Feature flags are one of the few places where developers still context-switch away from their editor — you type the flag name in code, then jump to a dashboard to flip it, or paste a CLI command from a README.
Today we’re shipping @flagify/mcp, a Model Context Protocol server that closes that gap. Any MCP-compatible host — Claude Desktop, Claude Code, Cursor, Zed, Windsurf — can read and change your Flagify flags in the same conversation where you’re writing the code behind them.
What changed
Until today, Flagify’s AI integration was static. The flagify ai-setup command writes CLAUDE.md, .cursorrules, and Copilot instructions so your editor’s agent understands your flag conventions when it generates code. That’s useful, but it’s one-way: the agent writes code, then you take over to actually flip the flag.
MCP adds the runtime layer. The same agent can now call list_flags, create_flag, toggle_flag, update_targeting_rules, and get_audit_log directly. No copy-paste. No tab switch.
The 12 tools
| Tool | What it does |
|---|---|
list_flags | Every flag in the current project with per-env state |
get_flag | One flag in detail (fuzzy match on key or name) |
list_environments | Environment catalog for the project |
list_segments | Reusable user cohorts |
get_targeting_rules | Ordered rules for a flag in an environment |
get_audit_log | Workspace audit stream with filters + cursor |
create_flag | New flag (kebab-case key enforced) |
update_flag | Name / description / default / off value |
delete_flag | Archive a flag (soft-delete) |
toggle_flag | Enable/disable, rollout %, value override |
update_targeting_rules | Replace the full rule list for flag+env |
ping | Health check |
Mutations carry the MCP destructiveHint: true annotation, so hosts flag them in their consent prompt. Every change lands in your audit log with source: "mcp", so MCP-driven edits are one filter away from CLI or console ones.
Install in under a minute
The server reads your JWT from ~/.flagify/config.json. That’s the same file the Flagify CLI writes on flagify auth login, so if you’ve used the CLI, you’re already authenticated.
If you haven’t:
npm install -g @flagify/cli
flagify auth login
flagify projects pick
Then point your host at @flagify/mcp. For Claude Desktop, edit ~/Library/Application Support/Claude/claude_desktop_config.json:
{
"mcpServers": {
"flagify": {
"command": "npx",
"args": ["-y", "@flagify/mcp"]
}
}
}
Quit Claude Desktop (Cmd+Q) and reopen. That’s it — the flagify server shows up with 12 tools.

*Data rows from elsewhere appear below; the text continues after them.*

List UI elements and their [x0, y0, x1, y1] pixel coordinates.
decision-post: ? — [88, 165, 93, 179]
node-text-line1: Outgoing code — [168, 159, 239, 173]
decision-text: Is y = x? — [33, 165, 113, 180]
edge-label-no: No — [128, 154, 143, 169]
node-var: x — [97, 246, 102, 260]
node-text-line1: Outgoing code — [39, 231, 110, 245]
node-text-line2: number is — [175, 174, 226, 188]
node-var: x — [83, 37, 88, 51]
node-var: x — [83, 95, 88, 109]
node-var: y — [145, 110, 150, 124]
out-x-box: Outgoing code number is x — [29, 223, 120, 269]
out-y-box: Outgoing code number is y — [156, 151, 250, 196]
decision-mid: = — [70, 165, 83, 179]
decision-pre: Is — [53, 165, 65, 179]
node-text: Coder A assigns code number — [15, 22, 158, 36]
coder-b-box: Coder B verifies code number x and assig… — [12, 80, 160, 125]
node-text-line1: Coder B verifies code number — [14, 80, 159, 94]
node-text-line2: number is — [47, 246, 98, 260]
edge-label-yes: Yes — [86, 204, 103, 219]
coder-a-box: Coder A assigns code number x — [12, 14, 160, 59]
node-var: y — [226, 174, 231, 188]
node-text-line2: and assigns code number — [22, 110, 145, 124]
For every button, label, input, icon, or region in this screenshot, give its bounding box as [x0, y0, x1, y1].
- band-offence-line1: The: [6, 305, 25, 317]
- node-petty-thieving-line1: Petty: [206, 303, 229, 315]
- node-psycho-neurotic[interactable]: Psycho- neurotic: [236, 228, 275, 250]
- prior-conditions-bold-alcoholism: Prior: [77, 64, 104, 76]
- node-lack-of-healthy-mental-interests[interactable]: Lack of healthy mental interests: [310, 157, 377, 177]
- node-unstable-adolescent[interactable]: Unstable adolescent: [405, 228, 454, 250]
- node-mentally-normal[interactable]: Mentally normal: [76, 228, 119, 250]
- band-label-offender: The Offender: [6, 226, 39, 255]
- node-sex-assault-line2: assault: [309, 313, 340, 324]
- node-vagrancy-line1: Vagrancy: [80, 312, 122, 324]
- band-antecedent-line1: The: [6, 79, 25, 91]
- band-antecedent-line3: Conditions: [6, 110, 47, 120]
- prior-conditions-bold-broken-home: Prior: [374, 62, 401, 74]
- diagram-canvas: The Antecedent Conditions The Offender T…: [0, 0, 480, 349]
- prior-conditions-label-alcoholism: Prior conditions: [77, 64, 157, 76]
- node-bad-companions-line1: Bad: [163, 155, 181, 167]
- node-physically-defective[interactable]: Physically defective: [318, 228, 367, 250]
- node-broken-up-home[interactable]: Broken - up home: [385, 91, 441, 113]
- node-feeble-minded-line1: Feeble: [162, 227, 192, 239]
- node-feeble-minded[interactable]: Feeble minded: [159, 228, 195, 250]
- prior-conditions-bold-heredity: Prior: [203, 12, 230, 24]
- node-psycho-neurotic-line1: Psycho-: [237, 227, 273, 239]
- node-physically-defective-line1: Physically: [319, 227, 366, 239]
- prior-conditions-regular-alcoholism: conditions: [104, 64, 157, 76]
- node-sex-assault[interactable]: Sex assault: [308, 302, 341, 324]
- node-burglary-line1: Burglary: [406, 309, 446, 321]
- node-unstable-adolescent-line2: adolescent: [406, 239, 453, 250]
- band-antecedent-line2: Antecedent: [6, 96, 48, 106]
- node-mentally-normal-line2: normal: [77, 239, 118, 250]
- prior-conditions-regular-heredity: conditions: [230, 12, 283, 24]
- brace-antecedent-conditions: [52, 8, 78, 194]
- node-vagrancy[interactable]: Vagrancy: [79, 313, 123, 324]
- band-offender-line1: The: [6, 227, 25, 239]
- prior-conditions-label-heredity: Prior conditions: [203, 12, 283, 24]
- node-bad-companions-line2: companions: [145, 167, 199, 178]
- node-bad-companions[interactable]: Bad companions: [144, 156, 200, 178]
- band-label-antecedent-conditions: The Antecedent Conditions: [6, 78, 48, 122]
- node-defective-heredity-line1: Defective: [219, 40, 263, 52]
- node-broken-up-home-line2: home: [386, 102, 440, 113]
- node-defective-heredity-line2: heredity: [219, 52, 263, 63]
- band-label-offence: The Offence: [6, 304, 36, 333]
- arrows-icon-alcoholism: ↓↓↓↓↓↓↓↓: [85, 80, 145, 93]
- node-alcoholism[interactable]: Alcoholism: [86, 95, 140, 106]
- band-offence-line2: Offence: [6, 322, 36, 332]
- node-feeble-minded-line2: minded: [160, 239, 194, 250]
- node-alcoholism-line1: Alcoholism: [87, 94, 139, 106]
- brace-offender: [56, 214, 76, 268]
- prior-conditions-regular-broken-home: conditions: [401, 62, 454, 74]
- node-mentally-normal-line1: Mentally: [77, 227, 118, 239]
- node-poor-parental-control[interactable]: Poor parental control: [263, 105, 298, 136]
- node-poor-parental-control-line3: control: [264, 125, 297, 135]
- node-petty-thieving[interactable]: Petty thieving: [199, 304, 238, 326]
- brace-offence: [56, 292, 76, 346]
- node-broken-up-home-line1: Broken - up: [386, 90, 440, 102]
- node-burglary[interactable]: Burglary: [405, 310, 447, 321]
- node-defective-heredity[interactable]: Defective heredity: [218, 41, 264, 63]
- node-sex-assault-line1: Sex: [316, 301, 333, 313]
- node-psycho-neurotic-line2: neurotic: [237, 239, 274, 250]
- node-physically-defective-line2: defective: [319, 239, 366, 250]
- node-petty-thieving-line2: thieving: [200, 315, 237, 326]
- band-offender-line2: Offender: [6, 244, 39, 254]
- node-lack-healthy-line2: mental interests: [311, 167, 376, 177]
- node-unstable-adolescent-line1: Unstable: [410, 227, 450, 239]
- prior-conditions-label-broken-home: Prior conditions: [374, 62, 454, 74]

For other hosts (Claude Code, Cursor, Zed, Windsurf), the config shape is the same. Full per-host snippets are on the integration page.
What this feels like in practice
A few prompts that now work end-to-end:
-
“Create a boolean flag
new-checkout-flowand turn it on in staging.”
The agent callscreate_flag, waits for your confirm, thentoggle_flag. Reports back when both succeed. -
“Which flags are still off in production?”
list_flags→ client-side filter → plain-text answer. No card UI, no dashboard. -
“Something changed on
payments-v2last night — who did it?”
get_audit_logwithresource_type=flagand a time filter. The agent points at the exact event. -
“Roll out
dark-modeto 25% in prod.”
Onetoggle_flagcall. Host confirms because it’s destructive. Done.
Auth, tokens, and why API keys don’t work here
The MCP server only accepts JWTs. Flagify’s pk_* / sk_* API keys are rejected at startup — those are scoped to flag evaluation and can’t manage flags. The server catches them before the first tool call and tells you to run flagify auth login instead of producing a confusing 403 down the road.
When the access token expires, the server silently refreshes via /v1/auth/refresh, persists the rotated pair back to the config file, and retries. You don’t see a prompt; it just keeps going.
Why we built it
No other feature flag platform has an MCP server yet. LaunchDarkly, Statsig, Unleash, PostHog — all of them let you talk to their API, but none of them ship a stdio binary that Claude Desktop can plug into in one config line.
That gap won’t stay open for long. Shipping first matters for us because Flagify’s wedge has always been developer ergonomics — install in 2 minutes, not 2 weeks. Making the agent a first-class actor is the next step.
What’s next
V1 covers the tools a developer actually reaches for. V2 priorities, in rough order:
- A
logintool that triggers the browser-loopback flow on first use, for people who skip the CLI. - A batch
archive_flagsfor cleanup sessions. - HTTP+SSE transport for remote MCP hosts (only ~10% of users today, but the curve is moving).
- A Personal Access Token flow so CI jobs can use MCP without a browser.
If there’s an MCP tool you want that isn’t on that list, open an issue.
Try it
- Repo + source: github.com/flagifyhq/flagify-mcp
- npm:
npx -y @flagify/mcp - Integration page: flagify.dev/integrations/mcp
- Docs: AI Tools overview
Pair it with flagify ai-setup for the static context, and your editor’s agent is now a first-class flag operator.